Task prompt » Nothing should differ. Repeat every record as written.

START Records shown

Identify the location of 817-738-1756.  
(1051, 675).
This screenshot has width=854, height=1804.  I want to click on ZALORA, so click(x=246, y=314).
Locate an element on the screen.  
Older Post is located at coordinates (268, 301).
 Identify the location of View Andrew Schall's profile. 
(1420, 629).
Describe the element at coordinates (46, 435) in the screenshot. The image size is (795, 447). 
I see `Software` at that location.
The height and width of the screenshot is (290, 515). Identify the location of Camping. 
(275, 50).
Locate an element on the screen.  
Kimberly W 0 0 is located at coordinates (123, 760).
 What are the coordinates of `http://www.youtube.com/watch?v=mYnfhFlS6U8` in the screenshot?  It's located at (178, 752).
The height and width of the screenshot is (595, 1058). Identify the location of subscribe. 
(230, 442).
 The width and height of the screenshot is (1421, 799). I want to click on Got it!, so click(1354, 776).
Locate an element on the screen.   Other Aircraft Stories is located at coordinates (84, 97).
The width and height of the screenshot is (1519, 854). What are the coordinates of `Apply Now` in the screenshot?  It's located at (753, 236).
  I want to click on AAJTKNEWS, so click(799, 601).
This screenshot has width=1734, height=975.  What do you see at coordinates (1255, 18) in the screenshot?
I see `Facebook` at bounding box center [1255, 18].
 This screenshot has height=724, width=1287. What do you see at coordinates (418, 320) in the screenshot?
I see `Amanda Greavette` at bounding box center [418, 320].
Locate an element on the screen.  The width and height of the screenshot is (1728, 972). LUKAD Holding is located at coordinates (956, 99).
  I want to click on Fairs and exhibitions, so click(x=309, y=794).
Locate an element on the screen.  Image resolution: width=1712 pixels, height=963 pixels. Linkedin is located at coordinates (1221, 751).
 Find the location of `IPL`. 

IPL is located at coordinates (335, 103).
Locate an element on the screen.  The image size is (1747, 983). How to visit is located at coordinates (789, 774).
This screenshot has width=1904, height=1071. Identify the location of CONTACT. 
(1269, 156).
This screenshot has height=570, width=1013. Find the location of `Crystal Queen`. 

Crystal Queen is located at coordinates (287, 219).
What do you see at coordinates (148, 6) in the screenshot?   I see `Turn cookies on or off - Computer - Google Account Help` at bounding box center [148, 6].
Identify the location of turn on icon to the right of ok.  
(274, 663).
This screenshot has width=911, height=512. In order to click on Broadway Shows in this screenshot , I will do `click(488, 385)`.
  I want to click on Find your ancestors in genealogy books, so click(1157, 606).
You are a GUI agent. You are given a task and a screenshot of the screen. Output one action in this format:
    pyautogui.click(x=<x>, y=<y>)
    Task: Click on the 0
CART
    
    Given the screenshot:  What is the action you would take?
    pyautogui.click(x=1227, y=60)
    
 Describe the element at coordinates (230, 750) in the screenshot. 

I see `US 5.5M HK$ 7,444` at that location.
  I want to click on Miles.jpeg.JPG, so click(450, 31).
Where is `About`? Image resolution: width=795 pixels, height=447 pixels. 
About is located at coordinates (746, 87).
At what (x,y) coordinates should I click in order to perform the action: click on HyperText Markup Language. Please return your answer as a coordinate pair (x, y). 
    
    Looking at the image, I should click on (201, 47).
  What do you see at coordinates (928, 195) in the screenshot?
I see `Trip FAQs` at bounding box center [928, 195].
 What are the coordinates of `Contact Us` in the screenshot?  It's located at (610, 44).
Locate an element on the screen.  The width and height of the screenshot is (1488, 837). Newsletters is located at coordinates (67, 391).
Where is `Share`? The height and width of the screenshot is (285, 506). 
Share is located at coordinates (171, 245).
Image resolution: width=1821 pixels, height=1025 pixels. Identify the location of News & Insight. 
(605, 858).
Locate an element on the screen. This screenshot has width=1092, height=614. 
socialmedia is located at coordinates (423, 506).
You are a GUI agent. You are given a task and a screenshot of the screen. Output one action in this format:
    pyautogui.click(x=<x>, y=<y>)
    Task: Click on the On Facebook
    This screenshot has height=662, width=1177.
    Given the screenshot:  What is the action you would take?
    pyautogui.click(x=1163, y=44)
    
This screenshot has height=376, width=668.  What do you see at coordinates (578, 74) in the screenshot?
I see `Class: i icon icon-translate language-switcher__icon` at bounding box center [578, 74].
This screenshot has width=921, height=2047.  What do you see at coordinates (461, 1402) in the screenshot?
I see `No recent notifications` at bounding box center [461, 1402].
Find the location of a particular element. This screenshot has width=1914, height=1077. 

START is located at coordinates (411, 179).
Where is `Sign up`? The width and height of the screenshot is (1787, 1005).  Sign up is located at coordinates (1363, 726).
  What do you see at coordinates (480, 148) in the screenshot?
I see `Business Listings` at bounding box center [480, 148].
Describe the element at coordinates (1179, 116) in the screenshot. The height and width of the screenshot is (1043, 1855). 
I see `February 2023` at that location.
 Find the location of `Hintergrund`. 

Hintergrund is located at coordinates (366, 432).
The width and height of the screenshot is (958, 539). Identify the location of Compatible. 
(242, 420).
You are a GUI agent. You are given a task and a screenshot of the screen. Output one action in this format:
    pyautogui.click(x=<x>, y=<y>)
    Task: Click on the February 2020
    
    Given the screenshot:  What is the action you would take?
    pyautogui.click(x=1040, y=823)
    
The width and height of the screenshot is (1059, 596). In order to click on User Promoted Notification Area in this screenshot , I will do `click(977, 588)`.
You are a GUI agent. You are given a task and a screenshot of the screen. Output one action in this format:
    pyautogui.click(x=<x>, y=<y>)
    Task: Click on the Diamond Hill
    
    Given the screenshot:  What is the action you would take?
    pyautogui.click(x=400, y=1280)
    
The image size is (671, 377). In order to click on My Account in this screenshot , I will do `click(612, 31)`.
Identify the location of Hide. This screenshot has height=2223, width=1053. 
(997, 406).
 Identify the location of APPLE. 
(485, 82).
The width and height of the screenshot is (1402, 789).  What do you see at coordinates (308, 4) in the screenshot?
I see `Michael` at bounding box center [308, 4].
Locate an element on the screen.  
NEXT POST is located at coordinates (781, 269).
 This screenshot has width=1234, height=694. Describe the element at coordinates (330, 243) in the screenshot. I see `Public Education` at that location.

END Records shown

Output of the exercise »
Identify the location of 817-738-1756.  
(1051, 675).
This screenshot has width=854, height=1804.  I want to click on ZALORA, so click(x=246, y=314).
Locate an element on the screen.  
Older Post is located at coordinates (268, 301).
 Identify the location of View Andrew Schall's profile. 
(1420, 629).
Describe the element at coordinates (46, 435) in the screenshot. The image size is (795, 447). 
I see `Software` at that location.
The height and width of the screenshot is (290, 515). Identify the location of Camping. 
(275, 50).
Locate an element on the screen.  
Kimberly W 0 0 is located at coordinates (123, 760).
 What are the coordinates of `http://www.youtube.com/watch?v=mYnfhFlS6U8` in the screenshot?  It's located at (178, 752).
The height and width of the screenshot is (595, 1058). Identify the location of subscribe. 
(230, 442).
 The width and height of the screenshot is (1421, 799). I want to click on Got it!, so click(1354, 776).
Locate an element on the screen.   Other Aircraft Stories is located at coordinates (84, 97).
The width and height of the screenshot is (1519, 854). What are the coordinates of `Apply Now` in the screenshot?  It's located at (753, 236).
  I want to click on AAJTKNEWS, so click(799, 601).
This screenshot has width=1734, height=975.  What do you see at coordinates (1255, 18) in the screenshot?
I see `Facebook` at bounding box center [1255, 18].
 This screenshot has height=724, width=1287. What do you see at coordinates (418, 320) in the screenshot?
I see `Amanda Greavette` at bounding box center [418, 320].
Locate an element on the screen.  The width and height of the screenshot is (1728, 972). LUKAD Holding is located at coordinates (956, 99).
  I want to click on Fairs and exhibitions, so click(x=309, y=794).
Locate an element on the screen.  Image resolution: width=1712 pixels, height=963 pixels. Linkedin is located at coordinates (1221, 751).
 Find the location of `IPL`. 

IPL is located at coordinates (335, 103).
Locate an element on the screen.  The image size is (1747, 983). How to visit is located at coordinates (789, 774).
This screenshot has width=1904, height=1071. Identify the location of CONTACT. 
(1269, 156).
This screenshot has height=570, width=1013. Find the location of `Crystal Queen`. 

Crystal Queen is located at coordinates (287, 219).
What do you see at coordinates (148, 6) in the screenshot?   I see `Turn cookies on or off - Computer - Google Account Help` at bounding box center [148, 6].
Identify the location of turn on icon to the right of ok.  
(274, 663).
This screenshot has width=911, height=512. In order to click on Broadway Shows in this screenshot , I will do `click(488, 385)`.
  I want to click on Find your ancestors in genealogy books, so click(1157, 606).
You are a GUI agent. You are given a task and a screenshot of the screen. Output one action in this format:
    pyautogui.click(x=<x>, y=<y>)
    Task: Click on the 0
CART
    
    Given the screenshot:  What is the action you would take?
    pyautogui.click(x=1227, y=60)
    
 Describe the element at coordinates (230, 750) in the screenshot. 

I see `US 5.5M HK$ 7,444` at that location.
  I want to click on Miles.jpeg.JPG, so click(450, 31).
Where is `About`? Image resolution: width=795 pixels, height=447 pixels. 
About is located at coordinates (746, 87).
At what (x,y) coordinates should I click in order to perform the action: click on HyperText Markup Language. Please return your answer as a coordinate pair (x, y). 
    
    Looking at the image, I should click on (201, 47).
  What do you see at coordinates (928, 195) in the screenshot?
I see `Trip FAQs` at bounding box center [928, 195].
 What are the coordinates of `Contact Us` in the screenshot?  It's located at (610, 44).
Locate an element on the screen.  The width and height of the screenshot is (1488, 837). Newsletters is located at coordinates (67, 391).
Where is `Share`? The height and width of the screenshot is (285, 506). 
Share is located at coordinates (171, 245).
Image resolution: width=1821 pixels, height=1025 pixels. Identify the location of News & Insight. 
(605, 858).
Locate an element on the screen. This screenshot has width=1092, height=614. 
socialmedia is located at coordinates (423, 506).
You are a GUI agent. You are given a task and a screenshot of the screen. Output one action in this format:
    pyautogui.click(x=<x>, y=<y>)
    Task: Click on the On Facebook
    This screenshot has height=662, width=1177.
    Given the screenshot:  What is the action you would take?
    pyautogui.click(x=1163, y=44)
    
This screenshot has height=376, width=668.  What do you see at coordinates (578, 74) in the screenshot?
I see `Class: i icon icon-translate language-switcher__icon` at bounding box center [578, 74].
This screenshot has width=921, height=2047.  What do you see at coordinates (461, 1402) in the screenshot?
I see `No recent notifications` at bounding box center [461, 1402].
Find the location of a particular element. This screenshot has width=1914, height=1077. 

START is located at coordinates (411, 179).
Where is `Sign up`? The width and height of the screenshot is (1787, 1005).  Sign up is located at coordinates (1363, 726).
  What do you see at coordinates (480, 148) in the screenshot?
I see `Business Listings` at bounding box center [480, 148].
Describe the element at coordinates (1179, 116) in the screenshot. The height and width of the screenshot is (1043, 1855). 
I see `February 2023` at that location.
 Find the location of `Hintergrund`. 

Hintergrund is located at coordinates (366, 432).
The width and height of the screenshot is (958, 539). Identify the location of Compatible. 
(242, 420).
You are a GUI agent. You are given a task and a screenshot of the screen. Output one action in this format:
    pyautogui.click(x=<x>, y=<y>)
    Task: Click on the February 2020
    
    Given the screenshot:  What is the action you would take?
    pyautogui.click(x=1040, y=823)
    
The width and height of the screenshot is (1059, 596). In order to click on User Promoted Notification Area in this screenshot , I will do `click(977, 588)`.
You are a GUI agent. You are given a task and a screenshot of the screen. Output one action in this format:
    pyautogui.click(x=<x>, y=<y>)
    Task: Click on the Diamond Hill
    
    Given the screenshot:  What is the action you would take?
    pyautogui.click(x=400, y=1280)
    
The image size is (671, 377). In order to click on My Account in this screenshot , I will do `click(612, 31)`.
Identify the location of Hide. This screenshot has height=2223, width=1053. 
(997, 406).
 Identify the location of APPLE. 
(485, 82).
The width and height of the screenshot is (1402, 789).  What do you see at coordinates (308, 4) in the screenshot?
I see `Michael` at bounding box center [308, 4].
Locate an element on the screen.  
NEXT POST is located at coordinates (781, 269).
 This screenshot has width=1234, height=694. Describe the element at coordinates (330, 243) in the screenshot. I see `Public Education` at that location.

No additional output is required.